Lacklustre performance is hitting the exchange. On Sunday, bourse operator Saudi Tadawul Group said its first six month operating revenues had fallen 13 per cent year-on-year to 647.1mn riyals ($172.6mn), because average daily trading values were down by a third over the same period.
“There is no problem with the IPO pipeline, and the regulators are keen,” said Mohammed al-Suwayed, chief executive of Riyadh-based Razeen Capital.
But investors worried, he added, that low oil prices could push the government to abandon the expansionary policy it has pursued in recent years under its economic diversification programme and revert to the old habit of cutting spending.
“The problem is in this uncertainty: is Saudi Arabia going to change how they respond to oil slumps or not?”
Saudi Arabia’s stock market is skewed towards banks, oil companies and petrochemicals groups, traditional sectors that are particularly vulnerable to oil prices and economic conditions.
The composition of the main index “presents a fundamental challenge to investors seeking exposure to Saudi Arabia’s economic transformation story”, said Tarek Fadlallah, chief executive of Nomura Asset Management Middle East.
Investors are betting that the bourse will be weighed down by Saudi Arabia’s surge in borrowing to make up for lower crude prices, which threatens to raise funding costs for banks and companies.
Economic growth had been supercharged by the government’s ambitious diversification plans.
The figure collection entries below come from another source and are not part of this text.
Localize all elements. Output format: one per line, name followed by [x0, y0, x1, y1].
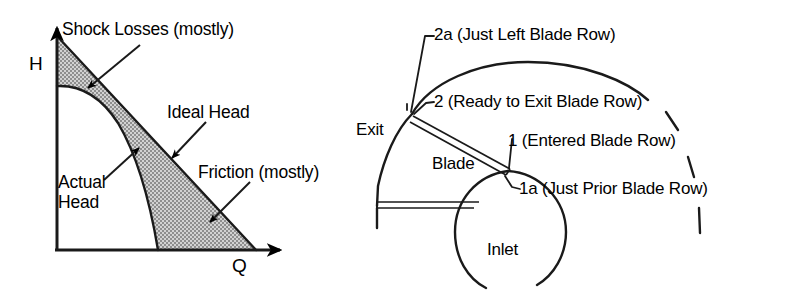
outer-exit-arc-right-3	[699, 208, 700, 233]
outer-exit-arc-right-2	[688, 157, 694, 177]
callout-friction: Friction (mostly)	[198, 164, 319, 182]
callout-ideal-head: Ideal Head	[167, 104, 250, 122]
x-axis-label: Q	[232, 256, 247, 275]
callout-actual-head: Actual Head	[58, 172, 105, 212]
station-label-1a: 1a (Just Prior Blade Row)	[519, 180, 708, 197]
station-label-2: 2 (Ready to Exit Blade Row)	[434, 93, 642, 110]
inlet-arc-left	[455, 171, 508, 288]
label-inlet: Inlet	[487, 241, 518, 258]
figure-root: H Q Shock Losses (mostly) Ideal Head Fri…	[0, 0, 798, 292]
actual-head-leader	[104, 148, 139, 180]
left-chart-group	[55, 28, 280, 250]
station-label-2a: 2a (Just Left Blade Row)	[434, 26, 615, 43]
label-blade: Blade	[432, 155, 474, 172]
callout-shock-losses: Shock Losses (mostly)	[62, 21, 234, 39]
shock-losses-leader	[88, 45, 140, 88]
friction-leader	[210, 182, 250, 222]
station-1a-leader	[505, 176, 520, 189]
right-diagram-group	[377, 36, 700, 288]
label-exit: Exit	[356, 121, 384, 138]
ideal-head-leader	[172, 122, 206, 158]
y-axis-label: H	[29, 54, 43, 73]
station-label-1: 1 (Entered Blade Row)	[508, 132, 676, 149]
outer-exit-arc-right-1	[666, 112, 678, 130]
figure-canvas	[0, 0, 798, 292]
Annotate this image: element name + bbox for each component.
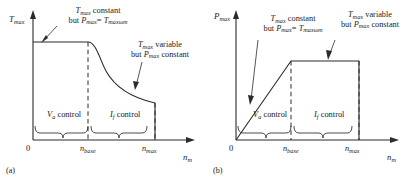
chart-panel-b: Pmax Tmax constant but Pmax= Tmaxωm Tmax… <box>207 0 414 185</box>
chart-panel-a: Tmax Tmax constant but Pmax= Tmaxωm Tmax… <box>0 0 207 185</box>
panel-b-x-axis-label-sub: m <box>391 156 396 163</box>
panel-b-tick-nmax-sub: max <box>349 147 360 154</box>
panel-a-va-control-brace <box>35 126 88 138</box>
panel-a-tick-nbase-sub: base <box>84 147 96 154</box>
panel-b-tick-nbase-sub: base <box>287 147 299 154</box>
panel-a-constant-torque-annotation: Tmax constant but Pmax= Tmaxωm <box>46 6 150 25</box>
panel-a-tick-nbase: nbase <box>80 144 96 153</box>
panel-b-constant-torque-leader <box>248 40 258 105</box>
figure-root: Tmax Tmax constant but Pmax= Tmaxωm Tmax… <box>0 0 414 185</box>
annotation-line-2: but Pmax constant <box>112 50 208 60</box>
panel-a-graphic <box>0 0 207 185</box>
panel-a-va-control-label: Va control <box>47 110 81 120</box>
panel-b-y-axis-label: Pmax <box>214 11 230 21</box>
annotation-line-1: Tmax variable <box>112 40 208 50</box>
panel-a-constant-power-leader <box>133 62 142 90</box>
panel-a-constant-torque-leader <box>41 26 57 43</box>
panel-b-if-control-label: If control <box>314 110 344 120</box>
panel-a-if-control-label: If control <box>110 110 140 120</box>
panel-b-va-control-label: Va control <box>253 110 287 120</box>
panel-a-tick-nmax-sub: max <box>146 147 157 154</box>
panel-b-constant-power-annotation: Tmax variable but Pmax constant <box>325 10 414 29</box>
panel-a-tag: (a) <box>6 166 15 175</box>
panel-b-constant-power-leader <box>326 40 335 60</box>
panel-b-tick-zero: 0 <box>229 144 233 154</box>
panel-a-y-axis-label: Tmax <box>9 14 25 24</box>
annotation-line-1: Tmax variable <box>325 10 414 20</box>
panel-a-tick-nmax: nmax <box>142 144 157 153</box>
annotation-line-1: Tmax constant <box>46 6 150 16</box>
annotation-line-2: but Pmax= Tmaxωm <box>46 16 150 26</box>
panel-a-y-axis-label-sub: max <box>14 18 25 25</box>
panel-b-y-axis-label-sub: max <box>219 15 230 22</box>
panel-b-x-axis <box>236 137 399 143</box>
panel-b-tick-nmax: nmax <box>345 144 360 153</box>
panel-b-if-control-brace <box>294 126 352 138</box>
panel-a-x-axis-label: nm <box>183 152 192 162</box>
annotation-line-2: but Pmax constant <box>325 20 414 30</box>
panel-a-x-axis <box>33 137 195 143</box>
panel-b-tag: (b) <box>213 166 223 175</box>
panel-b-tick-nbase: nbase <box>283 144 299 153</box>
panel-a-constant-power-annotation: Tmax variable but Pmax constant <box>112 40 208 59</box>
panel-b-va-control-brace <box>238 126 291 138</box>
panel-a-x-axis-label-sub: m <box>187 156 192 163</box>
panel-a-if-control-brace <box>91 126 147 138</box>
panel-a-tick-zero: 0 <box>26 144 30 154</box>
panel-a-y-axis <box>30 10 36 140</box>
panel-b-y-axis <box>233 10 239 140</box>
panel-b-x-axis-label: nm <box>387 152 396 162</box>
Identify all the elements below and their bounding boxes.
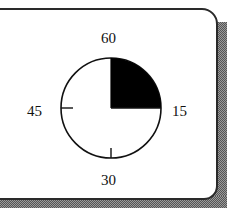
timer-dial[interactable] [0, 0, 227, 208]
elapsed-wedge [111, 58, 161, 108]
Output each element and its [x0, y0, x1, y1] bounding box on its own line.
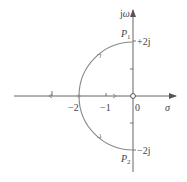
origin-label: 0	[135, 102, 140, 113]
tick-label-pos2j: +2j	[137, 36, 150, 47]
pole-label-p1: P1	[120, 28, 131, 41]
pole-label-p2: P2	[120, 153, 131, 166]
locus-arrow-upper	[97, 54, 101, 58]
real-axis-label: σ	[165, 102, 171, 113]
breakaway-point	[77, 94, 80, 97]
imag-axis-label: jω	[119, 8, 130, 19]
tick-label-neg2j: −2j	[137, 145, 150, 156]
tick-label-neg1: −1	[100, 102, 111, 113]
tick-label-neg2: −2	[68, 102, 79, 113]
zero-marker	[131, 94, 136, 99]
root-locus-diagram: jω σ 0 −2 −1 +2j −2j P1 P2	[0, 0, 187, 182]
locus-arrow-lower	[97, 134, 101, 138]
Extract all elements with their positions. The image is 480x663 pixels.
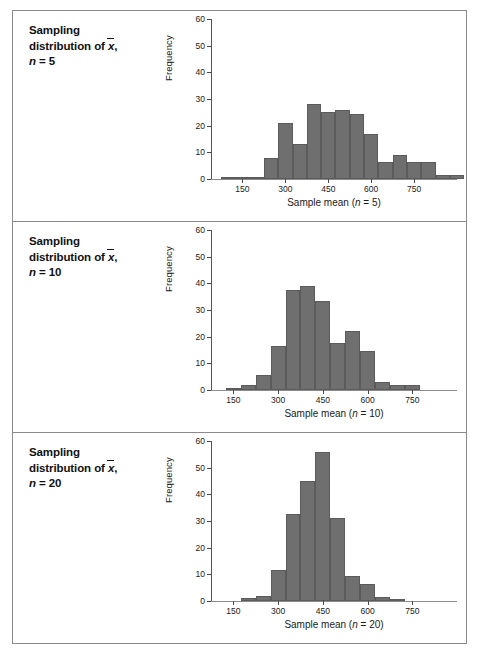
y-tick-label: 60 <box>196 225 205 235</box>
y-tick-label: 50 <box>196 252 205 262</box>
x-tick-label: 750 <box>405 606 419 616</box>
histogram-bar <box>256 375 271 390</box>
x-tick-label: 300 <box>271 395 285 405</box>
x-tick-mark <box>323 390 324 394</box>
y-axis-label: Frequency <box>163 246 174 292</box>
histogram-bar <box>330 518 345 601</box>
panel-n20: Sampling distribution of x, n = 20 Frequ… <box>13 433 466 645</box>
histogram-bar <box>278 123 292 179</box>
histogram-bar <box>286 514 301 601</box>
y-tick-label: 40 <box>196 489 205 499</box>
panel-title-n-value: = 10 <box>36 266 61 278</box>
x-tick-label: 150 <box>226 606 240 616</box>
histogram-bar <box>293 144 307 179</box>
panel-title-line2-prefix: distribution of <box>29 251 108 263</box>
x-tick-mark <box>233 601 234 605</box>
x-tick-mark <box>412 601 413 605</box>
panel-title-line2-prefix: distribution of <box>29 40 108 52</box>
y-axis-ticks: 0102030405060 <box>179 441 211 601</box>
panel-title-line2-prefix: distribution of <box>29 462 108 474</box>
y-tick-label: 30 <box>196 305 205 315</box>
histogram-n20: Frequency 0102030405060 150300450600750 … <box>165 441 457 637</box>
histogram-bar <box>421 162 435 179</box>
y-tick-label: 30 <box>196 516 205 526</box>
panel-title-line2-suffix: , <box>114 462 117 474</box>
y-tick-label: 40 <box>196 278 205 288</box>
histogram-bar <box>345 576 360 601</box>
panel-title-line2-suffix: , <box>114 251 117 263</box>
panel-n10: Sampling distribution of x, n = 10 Frequ… <box>13 222 466 433</box>
histogram-bar <box>300 481 315 601</box>
x-tick-mark <box>368 390 369 394</box>
panel-title-line2-suffix: , <box>114 40 117 52</box>
y-tick-label: 20 <box>196 332 205 342</box>
panel-title-n-var: n <box>29 477 36 489</box>
x-axis-label: Sample mean (n = 10) <box>211 408 457 419</box>
panel-title-n-value: = 20 <box>36 477 61 489</box>
y-tick-label: 30 <box>196 94 205 104</box>
x-tick-mark <box>285 179 286 183</box>
x-tick-mark <box>278 390 279 394</box>
x-axis-label: Sample mean (n = 20) <box>211 619 457 630</box>
histogram-bar <box>335 110 349 179</box>
y-tick-label: 50 <box>196 41 205 51</box>
histogram-bar <box>321 112 335 179</box>
histogram-bar <box>378 162 392 179</box>
x-tick-mark <box>323 601 324 605</box>
x-label-suffix: = 10) <box>358 408 384 419</box>
panel-title-line1: Sampling <box>29 446 80 458</box>
histogram-bar <box>393 155 407 179</box>
x-tick-mark <box>242 179 243 183</box>
histogram-bar <box>345 331 360 390</box>
x-tick-label: 750 <box>407 184 421 194</box>
x-label-prefix: Sample mean ( <box>284 619 352 630</box>
x-tick-label: 300 <box>271 606 285 616</box>
histogram-bar <box>315 301 330 390</box>
x-tick-label: 600 <box>360 395 374 405</box>
panel-title-n20: Sampling distribution of x, n = 20 <box>29 445 179 492</box>
y-axis-ticks: 0102030405060 <box>179 19 211 179</box>
y-tick-label: 10 <box>196 569 205 579</box>
y-tick-label: 0 <box>200 385 205 395</box>
histogram-bar <box>407 162 421 179</box>
bar-series <box>211 19 457 179</box>
x-tick-label: 600 <box>360 606 374 616</box>
y-tick-label: 60 <box>196 436 205 446</box>
x-tick-label: 450 <box>316 395 330 405</box>
histogram-bar <box>300 286 315 390</box>
x-bar-symbol: x <box>108 461 114 477</box>
histogram-n5: Frequency 0102030405060 150300450600750 … <box>165 19 457 215</box>
histogram-bar <box>330 343 345 390</box>
x-tick-label: 450 <box>321 184 335 194</box>
panel-n5: Sampling distribution of x, n = 5 Freque… <box>13 11 466 222</box>
x-tick-label: 600 <box>364 184 378 194</box>
x-tick-label: 450 <box>316 606 330 616</box>
y-tick-label: 20 <box>196 543 205 553</box>
y-tick-label: 60 <box>196 14 205 24</box>
histogram-bar <box>315 452 330 601</box>
histogram-bar <box>264 158 278 179</box>
x-tick-mark <box>233 390 234 394</box>
panel-title-n5: Sampling distribution of x, n = 5 <box>29 23 179 70</box>
panel-title-n-var: n <box>29 266 36 278</box>
x-tick-label: 750 <box>405 395 419 405</box>
y-tick-label: 20 <box>196 121 205 131</box>
x-tick-mark <box>328 179 329 183</box>
histogram-bar <box>360 351 375 390</box>
x-tick-mark <box>412 390 413 394</box>
x-bar-symbol: x <box>108 39 114 55</box>
x-bar-symbol: x <box>108 250 114 266</box>
x-label-suffix: = 20) <box>358 619 384 630</box>
y-tick-label: 0 <box>200 596 205 606</box>
x-label-prefix: Sample mean ( <box>287 197 355 208</box>
y-axis-label: Frequency <box>163 457 174 503</box>
y-tick-label: 40 <box>196 67 205 77</box>
y-axis-label: Frequency <box>163 35 174 81</box>
x-label-prefix: Sample mean ( <box>284 408 352 419</box>
y-tick-label: 0 <box>200 174 205 184</box>
x-axis-label: Sample mean (n = 5) <box>211 197 457 208</box>
y-tick-label: 10 <box>196 147 205 157</box>
x-tick-label: 150 <box>235 184 249 194</box>
y-tick-label: 10 <box>196 358 205 368</box>
histogram-bar <box>271 346 286 390</box>
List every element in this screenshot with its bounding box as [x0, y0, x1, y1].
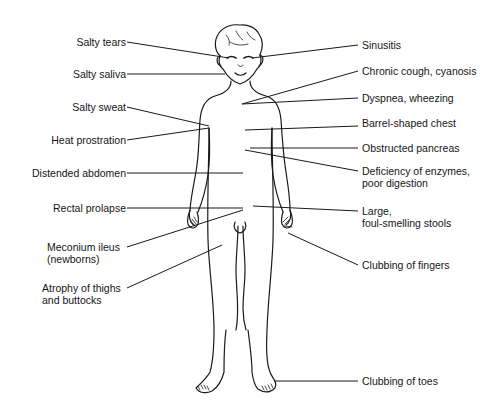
label-text: Barrel-shaped chest [362, 117, 456, 129]
label-sinusitis: Sinusitis [362, 39, 401, 51]
right-toes [262, 384, 273, 390]
leader-salty-sweat [127, 107, 209, 126]
label-text: Clubbing of toes [362, 375, 438, 387]
left-hand [187, 210, 198, 228]
leader-atrophy-thighs [127, 245, 222, 288]
right-eye [244, 57, 253, 59]
label-text: Meconium ileus [47, 241, 120, 253]
label-clubbing-fingers: Clubbing of fingers [362, 259, 450, 271]
hair-strands [226, 31, 255, 45]
label-meconium-ileus: Meconium ileus (newborns) [47, 241, 120, 265]
left-inner-leg [236, 226, 238, 330]
leader-stools [253, 206, 358, 211]
label-text: Rectal prolapse [53, 202, 126, 214]
face-outline [219, 55, 261, 84]
left-toes [198, 385, 209, 390]
leader-salty-tears [127, 42, 229, 58]
label-stools: Large, foul-smelling stools [362, 205, 451, 229]
label-text: and buttocks [42, 294, 121, 306]
leader-barrel-chest [245, 126, 358, 130]
label-clubbing-toes: Clubbing of toes [362, 375, 438, 387]
label-text: foul-smelling stools [362, 217, 451, 229]
leader-clubbing-fingers [288, 233, 358, 265]
label-atrophy-thighs: Atrophy of thighs and buttocks [42, 282, 121, 306]
child-figure [187, 25, 292, 393]
label-text: Dyspnea, wheezing [362, 92, 454, 104]
label-rectal-prolapse: Rectal prolapse [53, 202, 126, 214]
label-text: Chronic cough, cyanosis [362, 65, 476, 77]
groin [234, 222, 246, 233]
mouth [235, 73, 246, 75]
label-text: Salty sweat [72, 101, 126, 113]
right-hand [282, 210, 293, 228]
label-text: Salty saliva [73, 68, 126, 80]
left-torso-leg-outer [196, 128, 226, 393]
leader-enzyme-deficiency [245, 150, 358, 171]
label-chronic-cough: Chronic cough, cyanosis [362, 65, 476, 77]
leader-meconium-ileus [127, 210, 243, 247]
leader-heat-prostration [127, 128, 209, 140]
label-text: Obstructed pancreas [362, 142, 459, 154]
label-text: Sinusitis [362, 39, 401, 51]
leader-sinusitis [252, 45, 358, 58]
label-text: Clubbing of fingers [362, 259, 450, 271]
right-inner-leg [243, 226, 246, 330]
label-text: poor digestion [362, 177, 470, 189]
label-salty-tears: Salty tears [76, 36, 126, 48]
label-salty-saliva: Salty saliva [73, 68, 126, 80]
label-text: Salty tears [76, 36, 126, 48]
label-distended-abdomen: Distended abdomen [32, 167, 126, 179]
leader-lines [127, 42, 358, 381]
label-text: Atrophy of thighs [42, 282, 121, 294]
label-text: Large, [362, 205, 451, 217]
label-text: (newborns) [47, 253, 120, 265]
label-barrel-chest: Barrel-shaped chest [362, 117, 456, 129]
label-salty-sweat: Salty sweat [72, 101, 126, 113]
label-enzyme-deficiency: Deficiency of enzymes, poor digestion [362, 165, 470, 189]
nose [238, 65, 243, 67]
label-text: Distended abdomen [32, 167, 126, 179]
label-text: Deficiency of enzymes, [362, 165, 470, 177]
label-heat-prostration: Heat prostration [51, 134, 126, 146]
label-dyspnea: Dyspnea, wheezing [362, 92, 454, 104]
label-obstructed-pancreas: Obstructed pancreas [362, 142, 459, 154]
label-text: Heat prostration [51, 134, 126, 146]
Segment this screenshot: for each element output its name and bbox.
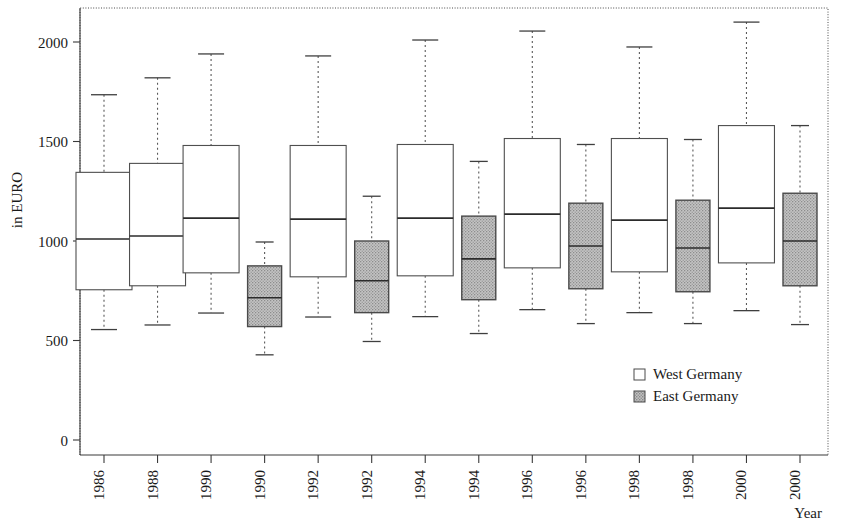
- y-tick-label: 0: [61, 433, 69, 449]
- boxplot-box: [462, 161, 496, 333]
- boxplot-series: [76, 22, 817, 355]
- boxplot-box: [569, 144, 603, 323]
- boxplot-box: [504, 31, 560, 310]
- x-tick-label: 1986: [91, 470, 107, 501]
- y-tick-label: 1500: [38, 134, 68, 150]
- y-axis: 0500100015002000: [38, 35, 80, 449]
- legend-swatch-west-germany: [634, 369, 645, 380]
- box-body: [76, 172, 132, 289]
- box-body: [462, 216, 496, 300]
- box-body: [718, 126, 774, 263]
- box-body: [248, 266, 282, 327]
- boxplot-svg: 0500100015002000 19861988199019901992199…: [0, 0, 841, 525]
- x-tick-label: 1994: [466, 470, 482, 501]
- box-body: [397, 144, 453, 275]
- boxplot-chart: 0500100015002000 19861988199019901992199…: [0, 0, 841, 525]
- x-tick-label: 1996: [519, 470, 535, 501]
- y-axis-title: in EURO: [9, 172, 25, 228]
- x-tick-label: 1992: [359, 470, 375, 500]
- x-tick-label: 1992: [305, 470, 321, 500]
- legend-label-east-germany: East Germany: [653, 388, 739, 404]
- y-tick-label: 2000: [38, 35, 68, 51]
- x-axis: 1986198819901990199219921994199419961996…: [91, 455, 803, 500]
- y-tick-label: 500: [46, 333, 69, 349]
- chart-legend: West GermanyEast Germany: [634, 366, 743, 404]
- box-body: [355, 241, 389, 313]
- legend-swatch-east-germany: [634, 391, 645, 402]
- x-tick-label: 1996: [573, 470, 589, 501]
- boxplot-box: [397, 40, 453, 317]
- box-body: [183, 145, 239, 272]
- boxplot-box: [676, 140, 710, 324]
- boxplot-box: [611, 47, 667, 313]
- x-tick-label: 1990: [252, 470, 268, 500]
- x-tick-label: 2000: [787, 470, 803, 500]
- boxplot-box: [248, 242, 282, 355]
- x-tick-label: 2000: [733, 470, 749, 500]
- boxplot-box: [76, 95, 132, 330]
- box-body: [130, 163, 186, 285]
- boxplot-box: [718, 22, 774, 311]
- box-body: [676, 200, 710, 292]
- boxplot-box: [183, 54, 239, 313]
- box-body: [611, 139, 667, 272]
- legend-label-west-germany: West Germany: [653, 366, 743, 382]
- boxplot-box: [355, 196, 389, 341]
- x-tick-label: 1998: [626, 470, 642, 500]
- box-body: [504, 139, 560, 268]
- x-axis-title: Year: [794, 505, 822, 521]
- boxplot-box: [130, 78, 186, 325]
- box-body: [290, 145, 346, 276]
- x-tick-label: 1990: [198, 470, 214, 500]
- x-tick-label: 1998: [680, 470, 696, 500]
- boxplot-box: [783, 126, 817, 325]
- box-body: [783, 193, 817, 286]
- y-tick-label: 1000: [38, 234, 68, 250]
- boxplot-box: [290, 56, 346, 317]
- x-tick-label: 1994: [412, 470, 428, 501]
- x-tick-label: 1988: [145, 470, 161, 500]
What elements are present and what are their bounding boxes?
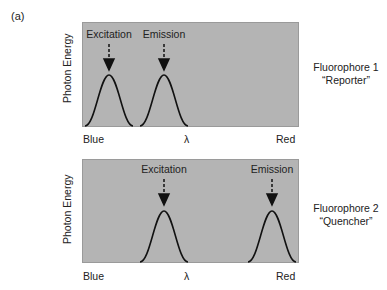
fluorophore-2-caption: Fluorophore 2 “Quencher” bbox=[306, 202, 386, 228]
spectrum-curves-quencher bbox=[83, 160, 300, 264]
x-axis-lambda-1: λ bbox=[184, 133, 189, 145]
x-axis-left-label-2: Blue bbox=[83, 270, 104, 282]
spectrum-panel-reporter: Excitation Emission bbox=[82, 22, 299, 127]
x-axis-right-label-2: Red bbox=[276, 270, 295, 282]
figure-label: (a) bbox=[11, 10, 24, 22]
fluorophore-1-caption: Fluorophore 1 “Reporter” bbox=[306, 61, 386, 87]
fluorophore-role: “Quencher” bbox=[306, 215, 386, 228]
fluorophore-role: “Reporter” bbox=[306, 74, 386, 87]
fluorophore-name: Fluorophore 1 bbox=[306, 61, 386, 74]
peak-label-emission: Emission bbox=[143, 28, 186, 40]
peak-label-excitation: Excitation bbox=[141, 163, 187, 175]
peak-label-emission: Emission bbox=[251, 163, 294, 175]
fluorophore-name: Fluorophore 2 bbox=[306, 202, 386, 215]
spectrum-panel-quencher: Excitation Emission bbox=[82, 159, 299, 263]
peak-label-excitation: Excitation bbox=[86, 28, 132, 40]
x-axis-left-label-1: Blue bbox=[83, 133, 104, 145]
x-axis-lambda-2: λ bbox=[184, 270, 189, 282]
x-axis-right-label-1: Red bbox=[276, 133, 295, 145]
y-axis-label-2: Photon Energy bbox=[61, 175, 73, 244]
y-axis-label-1: Photon Energy bbox=[61, 34, 73, 103]
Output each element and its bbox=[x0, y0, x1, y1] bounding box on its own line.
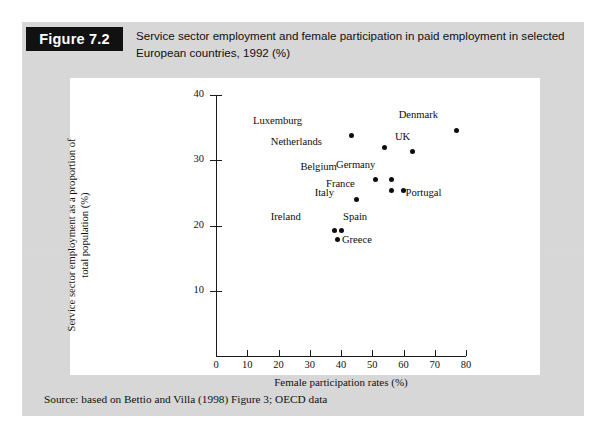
data-point-label: Denmark bbox=[399, 109, 438, 120]
x-tick-label: 30 bbox=[297, 359, 323, 370]
data-point-label: Portugal bbox=[406, 187, 442, 198]
data-point-label: Italy bbox=[315, 187, 334, 198]
x-tick bbox=[247, 350, 248, 356]
y-tick-inner bbox=[217, 226, 222, 227]
data-point-label: Greece bbox=[342, 234, 372, 245]
source-note: Source: based on Bettio and Villa (1998)… bbox=[44, 393, 327, 405]
figure-root: Figure 7.2 Service sector employment and… bbox=[0, 0, 606, 433]
y-tick-inner bbox=[217, 160, 222, 161]
x-tick bbox=[372, 350, 373, 356]
x-tick-label: 70 bbox=[422, 359, 448, 370]
x-tick-label: 0 bbox=[203, 359, 229, 370]
x-tick bbox=[435, 350, 436, 356]
x-tick-label: 20 bbox=[266, 359, 292, 370]
x-axis-line bbox=[216, 356, 466, 357]
data-point bbox=[335, 237, 340, 242]
y-tick-label: 30 bbox=[178, 153, 204, 164]
y-tick bbox=[210, 226, 216, 227]
chart-panel: Female participation rates (%) Service s… bbox=[70, 78, 540, 375]
data-point-label: Spain bbox=[343, 211, 367, 222]
x-tick-label: 50 bbox=[359, 359, 385, 370]
data-point bbox=[389, 177, 394, 182]
data-point-label: Luxemburg bbox=[253, 115, 302, 126]
x-tick bbox=[310, 350, 311, 356]
y-tick-inner bbox=[217, 291, 222, 292]
x-tick bbox=[404, 350, 405, 356]
data-point bbox=[389, 188, 394, 193]
figure-number-tag: Figure 7.2 bbox=[26, 27, 123, 51]
data-point bbox=[373, 177, 378, 182]
y-tick bbox=[210, 291, 216, 292]
y-tick-inner bbox=[217, 95, 222, 96]
x-tick bbox=[466, 350, 467, 356]
data-point-label: UK bbox=[395, 131, 410, 142]
data-point bbox=[349, 133, 354, 138]
x-tick bbox=[341, 350, 342, 356]
scatter-plot: Female participation rates (%) Service s… bbox=[70, 78, 540, 375]
data-point bbox=[354, 197, 359, 202]
x-tick bbox=[279, 350, 280, 356]
x-tick-label: 40 bbox=[328, 359, 354, 370]
data-point bbox=[332, 228, 337, 233]
data-point bbox=[410, 149, 415, 154]
y-axis-label: Service sector employment as a proportio… bbox=[65, 130, 91, 340]
data-point-label: Ireland bbox=[271, 211, 301, 222]
x-tick-label: 60 bbox=[391, 359, 417, 370]
data-point bbox=[339, 228, 344, 233]
x-tick-label: 10 bbox=[234, 359, 260, 370]
data-point-label: Netherlands bbox=[271, 136, 322, 147]
y-tick bbox=[210, 95, 216, 96]
data-point bbox=[454, 128, 459, 133]
y-tick-label: 20 bbox=[178, 219, 204, 230]
data-point bbox=[382, 145, 387, 150]
y-tick-label: 40 bbox=[178, 88, 204, 99]
y-tick-label: 10 bbox=[178, 284, 204, 295]
data-point-label: Belgium bbox=[300, 161, 337, 172]
y-tick bbox=[210, 160, 216, 161]
figure-caption: Service sector employment and female par… bbox=[136, 27, 566, 61]
x-tick-label: 80 bbox=[453, 359, 479, 370]
x-axis-label: Female participation rates (%) bbox=[216, 376, 466, 388]
data-point-label: Germany bbox=[336, 159, 375, 170]
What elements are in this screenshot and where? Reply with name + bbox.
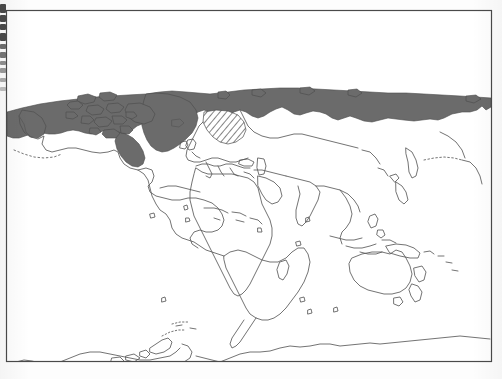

But with costs ballooning and oil prices low, the kingdom is “taking stock” of its spending priorities, Saudi Arabia’s finance minister has said.
The value of new projects awarded in the first half of 2025 tumbled 60 per cent from a year earlier, according to research firm ADCB and MEED Projects. The value of projects awarded in the second quarter of this year was the lowest for any quarter since 2021.
Plugging the gap left by oil prices, Saudi Arabia has leaned heavily on international capital markets. It was the biggest sovereign issuer of external bonds in emerging markets in 2024 and could be again this year, adding to a dollar debt stock that has grown rapidly in half a decade.
Saudi 30-year bonds trade at a yield of about 6 per cent, only about a percentage point more than equivalent US Treasuries. But some funds are betting that the kingdom will have to pay up for international buyers to absorb more debt if oil prices continue to languish.
“There will be more and more [oil] supply from Saudi Arabia and the rest of OPEC+ coming on to markets,” said Dan Worth, a partner at Broad Reach, an emerging markets hedge fund. “We feel that Saudi debt is mispriced. We think that there is eventually going to be indigestion.”
The kingdom is still a long way from debt stress. At the end of 2024, its central bank had net foreign assets of $415bn, while Saudi Arabia’s debt is among the lowest as a share of GDP worldwide.
But a longtime current account surplus vanished last year and Saudi Arabia will be in deficit for the rest of this decade, the IMF said last month, as the kingdom increasingly finances itself with foreign capital in place of oil income.
Meanwhile, net foreign assets of Saudi banks, key buyers of government bonds, turned negative last year for the first time since 1993 as they borrowed more from abroad to fund lending at home.
“That liquidity squeeze and net selling from domestic investors is driving the ongoing derating of the [Saudi] stock market,” said JPMorgan analysts in a recent note.